As I have said repeatedly, every time there is a shooting, the anti-gunners trot out the old talking points, which they have been sticking to for years and years.  I recently address the “gun show loophole”, and this post is an extension of that, in response to an article that I read just this morning from our friends at the staid bastion of fine journalism, the Huffington Post.  Here is what they have to say:
“…at the very least, extending background checks to cover those private transactions, many of which take place at gun shows. (That’s why it’s come to be known as the “gun show loophole.”)”
“Exactly how many sales take place through private channels is the subject of some debate. Research suggests it’s anywhere from 20 to 40 percent of the total, which, very roughly, means that at least 6 million sales a year ― and probably quite a few more ― involve buyers who haven’t passed a background check.”

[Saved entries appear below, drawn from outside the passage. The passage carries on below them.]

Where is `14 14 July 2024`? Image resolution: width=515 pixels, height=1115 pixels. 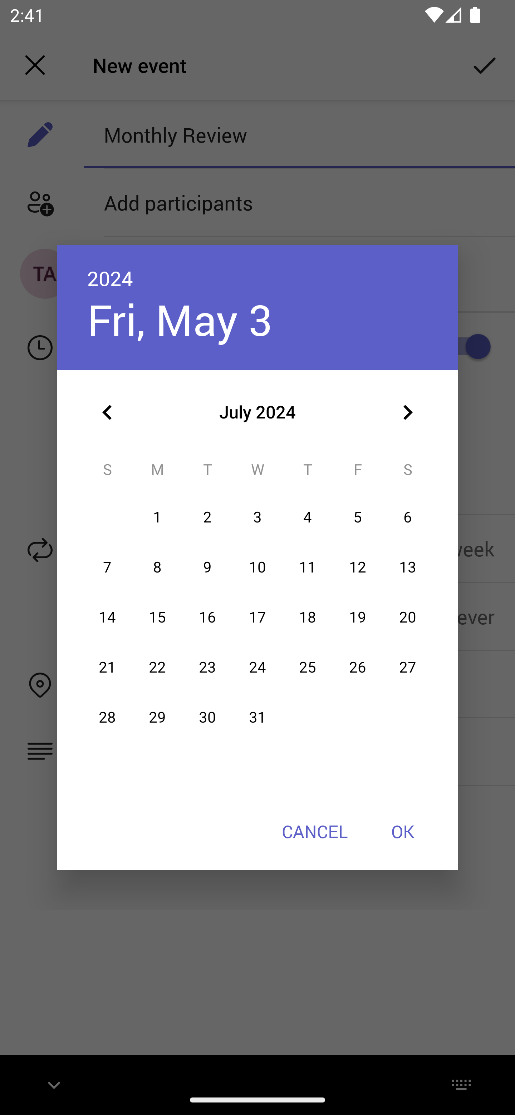 14 14 July 2024 is located at coordinates (107, 617).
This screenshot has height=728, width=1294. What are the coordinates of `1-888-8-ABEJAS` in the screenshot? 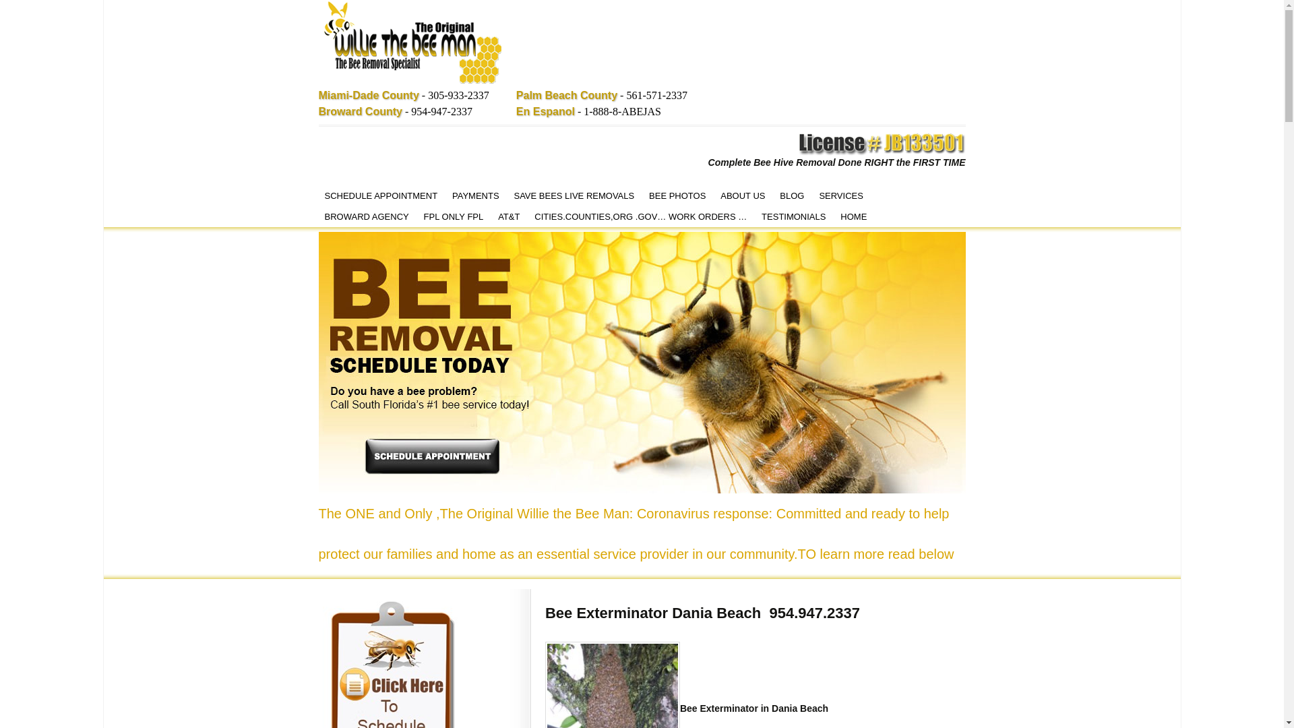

This tired, old, and factually inaccurate statement has been trotted out time and again, most recently by both Hillary and Bernie Sanders, and every time, it is completely debunked.  Yet, that does not stop them from continuing to bring out this “zombie” claim.  The claim is based on a 1994 study: “Guns in America, Results of a Comprehensive National Survey on Firearm Ownership and Use.”  In this study, that number is claimed.  However, the “study” was a phone survey of 2,500 people in Drexel Hill, Pennsylvania.  In that study, many people stated that they did not know if they had a background check, or the authors assumed that they did not, based on other answers, such as purchasing a gun with cash.
In a 2017 editorial article, one of the study’s authors, Phillip Cook, stated this:  
“Even though I bear some credit (or blame) for the earlier estimate, I could not be more pleased to be done with it, given that it is based on data from a survey done more than 20 years ago and that, in any event, never directly asked participants about background checks.”
The study’s own Author admits they never actually asked the people a specific question about a background check. Also, please note, that they say nothing at all about gun shows.
Mr. Cook’s statement is in response to a recent study that reduces that number from 40% to 20%.  Even that study is flawed as it includes inheritances and gifts, such as from father to son, in their number.  Anything that will inflate it as much as possible.  More deception and subterfuge.
And, at the end of the day, no one is claiming that they have any hard data that these legal private transfers are responsible for any significant portion of firearm crime or that firearm crime would actually be reduced, or actual criminals would be affected by this change, at all.  After all, they obtain their weapons illegally, by and large, in the first place!  Or, as we have seen lately, they make a completely legal and above board purchase, and then go crazy.  You simply cannot legislate against that.  It is just another “do something” to make it look like you are “doing something”.
Footnote:
In 2013, Hillary Clinton stated that “…40 percent of guns are sold at gun shows and over the Internet.”. Clearly, she was trotting out the old 1994 numbers. What is quite funny, actually it is quite sad and pathetic, is that the “internet” barely existed in 1994.  There were only a few thousand “websites” at that time, and online shopping, as we now know it, did not even exist.  No matter, just “mix-and-match” any data you want to “prove” your point.
We already know that any legal internet sale must be completed at an FFL dealer, including the legally required background check.  We also know that anyone that does not follow this procedure is committing a felony and that someone willing to do that, would not follow any new law anyway.  Only law-abiding citizens would be affected in any way.  Just another example of how they will say absolutely anything to achieve their political goals.
And, at the end of the day, firearms will still only account for fractions of percentages of both fatal and non-fatal injuries in this country, and all of this bluster, and time, and money will be completely wasted, when it could be spent on other causes where some good might actually be done, such as securing our schools better, feeding hungry children in this country, reducing child abuse and maltreatment, feeding and housing our veterans that have been discarded, and addressing the root causes of crime and suicide, for instance.